▶ **WORK REQUIRED**: What you should copy is the line containing "What do you see at coordinates (55, 228)" and all lines after it in the entries below, exactly and without anything added.

▶ **RECORD SET**:
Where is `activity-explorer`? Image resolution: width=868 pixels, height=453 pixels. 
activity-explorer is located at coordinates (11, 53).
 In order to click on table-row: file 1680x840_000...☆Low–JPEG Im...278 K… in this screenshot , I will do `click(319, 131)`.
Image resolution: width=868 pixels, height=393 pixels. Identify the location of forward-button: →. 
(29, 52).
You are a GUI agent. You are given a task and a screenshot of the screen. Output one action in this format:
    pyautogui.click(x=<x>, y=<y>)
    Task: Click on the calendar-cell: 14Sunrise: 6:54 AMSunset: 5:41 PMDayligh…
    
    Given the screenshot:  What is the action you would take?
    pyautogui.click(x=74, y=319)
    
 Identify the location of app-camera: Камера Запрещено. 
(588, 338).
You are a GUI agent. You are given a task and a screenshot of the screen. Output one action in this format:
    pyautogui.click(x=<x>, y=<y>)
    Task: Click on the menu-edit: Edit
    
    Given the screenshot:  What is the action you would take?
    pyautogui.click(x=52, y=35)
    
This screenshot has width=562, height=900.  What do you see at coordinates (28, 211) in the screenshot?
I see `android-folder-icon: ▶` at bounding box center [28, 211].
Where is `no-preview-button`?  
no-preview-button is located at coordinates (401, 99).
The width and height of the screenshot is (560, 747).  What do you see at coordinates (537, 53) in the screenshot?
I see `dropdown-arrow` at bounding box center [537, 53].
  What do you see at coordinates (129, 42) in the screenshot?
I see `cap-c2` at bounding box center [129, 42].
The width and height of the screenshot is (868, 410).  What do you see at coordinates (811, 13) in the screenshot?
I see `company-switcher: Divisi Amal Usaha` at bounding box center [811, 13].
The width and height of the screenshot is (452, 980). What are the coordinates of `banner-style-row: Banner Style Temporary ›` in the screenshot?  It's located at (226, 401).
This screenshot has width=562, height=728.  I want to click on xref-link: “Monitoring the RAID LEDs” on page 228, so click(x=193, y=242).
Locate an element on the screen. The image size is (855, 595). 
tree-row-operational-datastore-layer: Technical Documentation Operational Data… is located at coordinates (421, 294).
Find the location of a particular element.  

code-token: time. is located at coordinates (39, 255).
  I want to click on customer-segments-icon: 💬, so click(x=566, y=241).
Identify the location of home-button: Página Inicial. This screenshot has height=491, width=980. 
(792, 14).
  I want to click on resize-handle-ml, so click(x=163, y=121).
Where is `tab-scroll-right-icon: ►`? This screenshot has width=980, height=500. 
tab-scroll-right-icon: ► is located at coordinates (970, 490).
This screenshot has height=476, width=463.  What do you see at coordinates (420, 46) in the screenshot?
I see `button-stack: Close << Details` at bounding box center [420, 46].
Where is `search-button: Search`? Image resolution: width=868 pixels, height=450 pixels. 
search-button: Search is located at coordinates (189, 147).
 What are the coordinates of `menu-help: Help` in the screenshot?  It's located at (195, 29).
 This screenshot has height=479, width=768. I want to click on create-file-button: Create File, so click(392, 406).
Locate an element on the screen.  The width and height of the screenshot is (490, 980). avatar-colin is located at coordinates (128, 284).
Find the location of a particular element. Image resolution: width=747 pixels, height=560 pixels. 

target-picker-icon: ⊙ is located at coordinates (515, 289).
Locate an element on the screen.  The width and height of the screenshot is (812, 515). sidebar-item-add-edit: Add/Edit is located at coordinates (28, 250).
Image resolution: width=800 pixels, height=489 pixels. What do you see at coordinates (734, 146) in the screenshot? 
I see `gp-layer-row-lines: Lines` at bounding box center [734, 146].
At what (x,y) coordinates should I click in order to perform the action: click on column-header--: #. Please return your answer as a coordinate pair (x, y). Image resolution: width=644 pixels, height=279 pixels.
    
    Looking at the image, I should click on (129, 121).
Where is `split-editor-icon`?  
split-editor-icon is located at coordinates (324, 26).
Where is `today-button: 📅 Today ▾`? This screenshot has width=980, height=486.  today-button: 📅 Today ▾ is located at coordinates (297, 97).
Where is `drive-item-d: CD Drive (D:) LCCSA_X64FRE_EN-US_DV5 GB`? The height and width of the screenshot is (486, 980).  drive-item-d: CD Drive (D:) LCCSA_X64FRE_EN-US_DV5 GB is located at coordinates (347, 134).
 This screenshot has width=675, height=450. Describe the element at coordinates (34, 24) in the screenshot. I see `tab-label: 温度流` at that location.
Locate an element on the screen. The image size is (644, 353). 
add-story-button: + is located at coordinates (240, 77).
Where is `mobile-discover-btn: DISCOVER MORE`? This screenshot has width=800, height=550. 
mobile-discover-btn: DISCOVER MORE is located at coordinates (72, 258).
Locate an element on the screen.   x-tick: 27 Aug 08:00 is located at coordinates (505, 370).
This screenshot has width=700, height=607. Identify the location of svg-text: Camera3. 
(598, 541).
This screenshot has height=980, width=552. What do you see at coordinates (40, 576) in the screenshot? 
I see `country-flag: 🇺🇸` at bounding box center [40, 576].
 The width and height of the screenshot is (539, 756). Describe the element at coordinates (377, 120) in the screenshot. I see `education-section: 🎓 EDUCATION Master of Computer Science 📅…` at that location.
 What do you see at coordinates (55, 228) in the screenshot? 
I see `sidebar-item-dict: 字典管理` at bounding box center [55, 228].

▶ **ANSWER BOX**:
 What do you see at coordinates (55, 228) in the screenshot? 
I see `sidebar-item-dict: 字典管理` at bounding box center [55, 228].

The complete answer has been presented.